About this exercise = Reproduce the listing verbatim through the line with "The height and".

Data listing =

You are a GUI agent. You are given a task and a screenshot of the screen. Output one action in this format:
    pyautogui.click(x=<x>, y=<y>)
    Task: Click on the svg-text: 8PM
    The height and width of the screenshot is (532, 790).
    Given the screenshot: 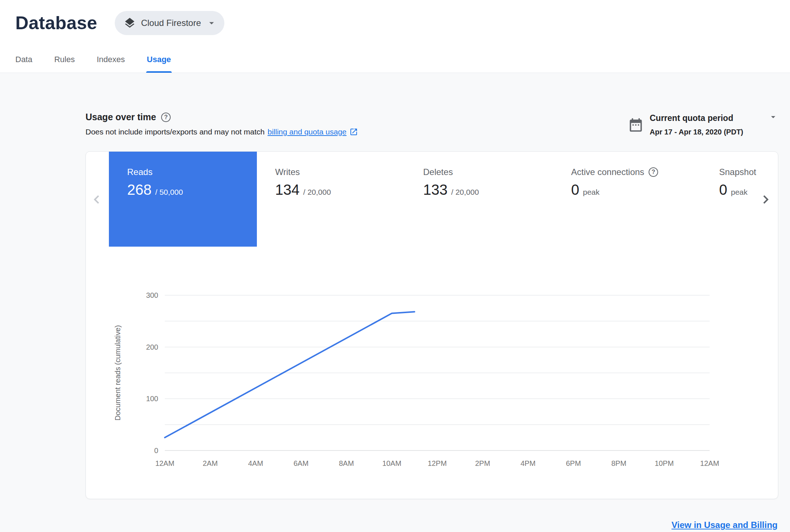 What is the action you would take?
    pyautogui.click(x=619, y=463)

Result below =
You are a GUI agent. You are given a task and a screenshot of the screen. Output one action in this format:
    pyautogui.click(x=<x>, y=<y>)
    Task: Click on the svg-text: 8PM
    The height and width of the screenshot is (532, 790).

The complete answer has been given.